╭──
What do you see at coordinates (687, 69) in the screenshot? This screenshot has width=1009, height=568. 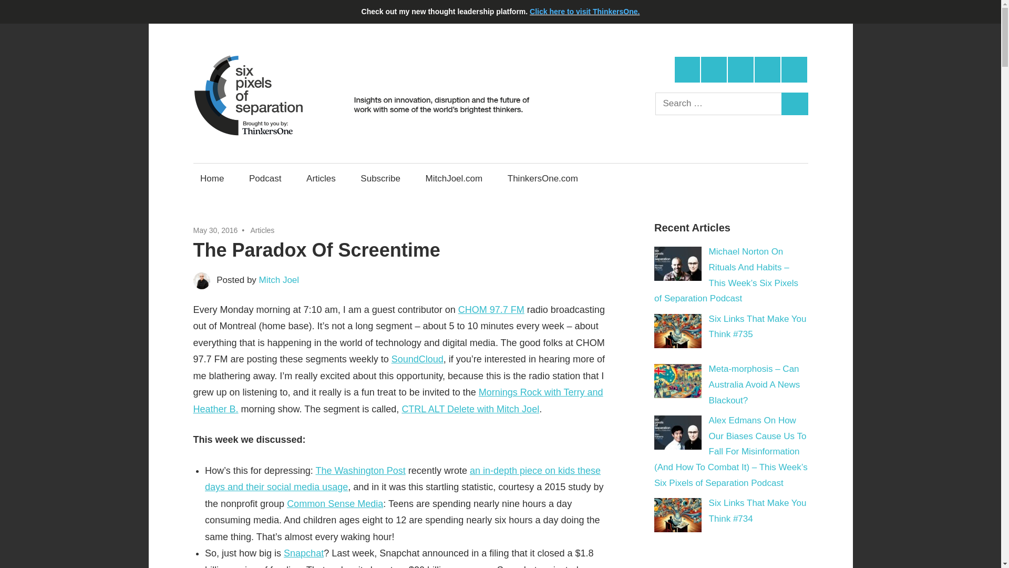 I see `Twitter` at bounding box center [687, 69].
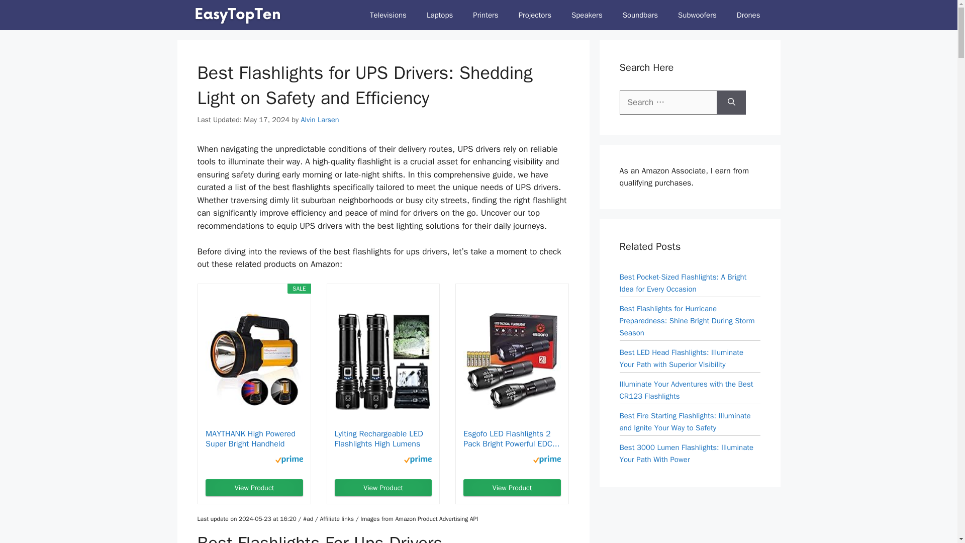 The height and width of the screenshot is (543, 965). What do you see at coordinates (686, 453) in the screenshot?
I see `Best 3000 Lumen Flashlights: Illuminate Your Path With Power` at bounding box center [686, 453].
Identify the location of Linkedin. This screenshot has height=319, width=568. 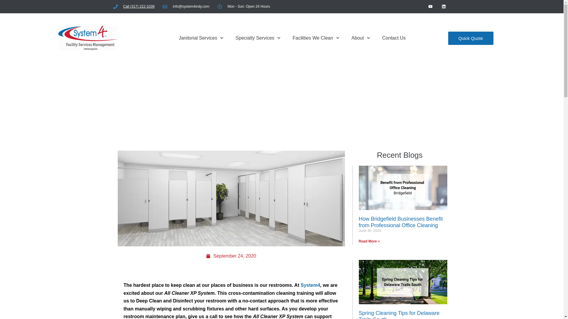
(443, 7).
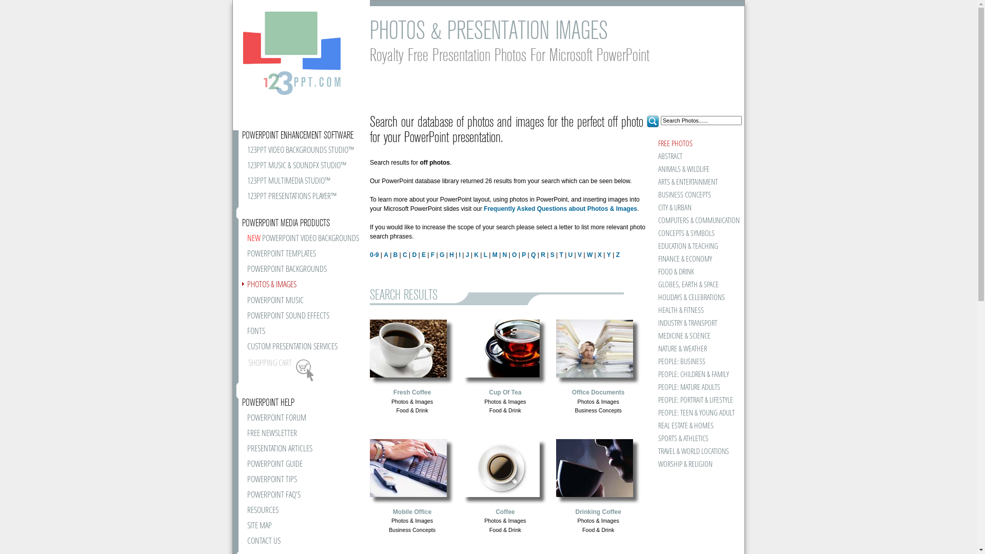  Describe the element at coordinates (695, 350) in the screenshot. I see `NATURE & WEATHER` at that location.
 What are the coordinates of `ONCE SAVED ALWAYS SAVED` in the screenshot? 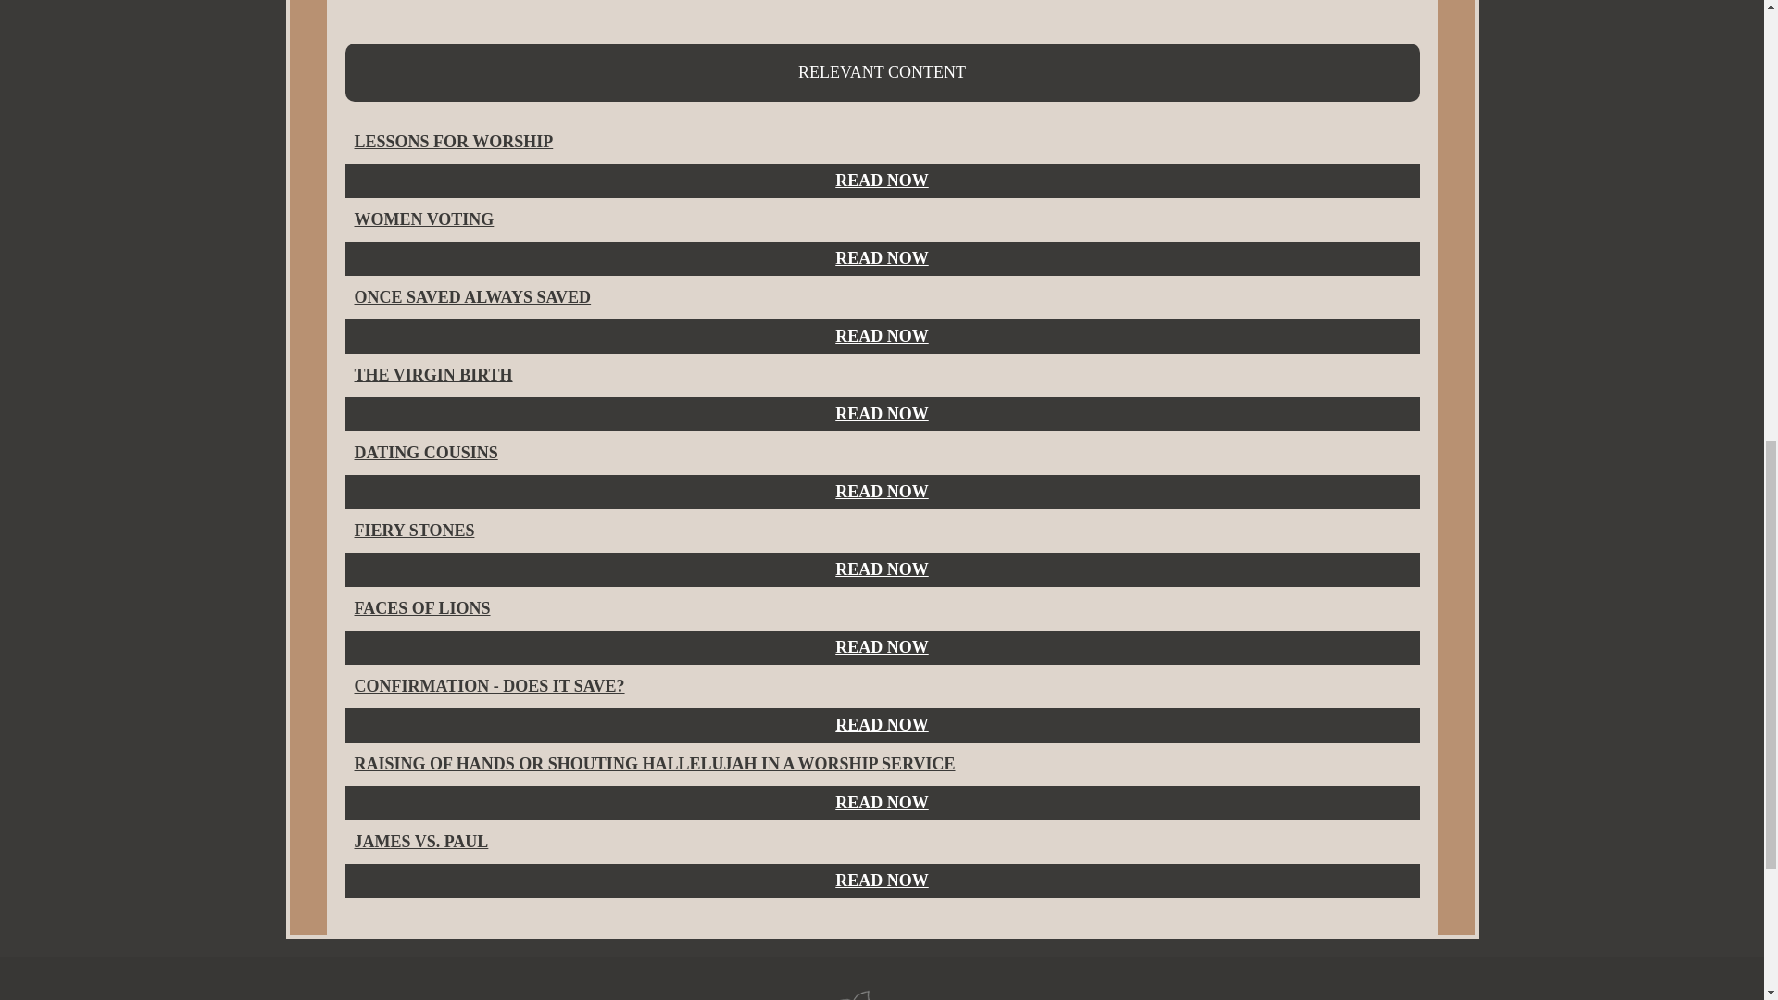 It's located at (472, 296).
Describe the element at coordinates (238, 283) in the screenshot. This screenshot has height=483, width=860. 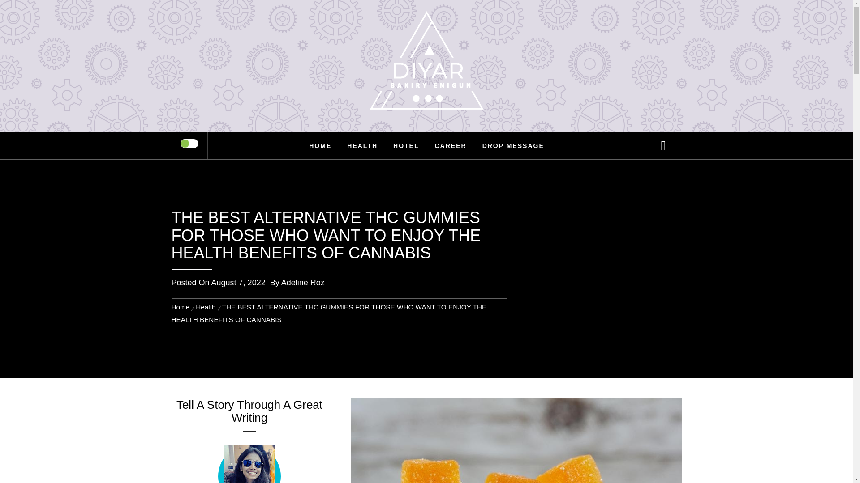
I see `August 7, 2022` at that location.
╰──
■ Your goal
An exact transcript is required, covering the lines from the one containing "Describe the element at coordinates (238, 283)" through the end of the listing above, inclusive, without pictures.

■ Written solution
Describe the element at coordinates (238, 283) in the screenshot. This screenshot has height=483, width=860. 
I see `August 7, 2022` at that location.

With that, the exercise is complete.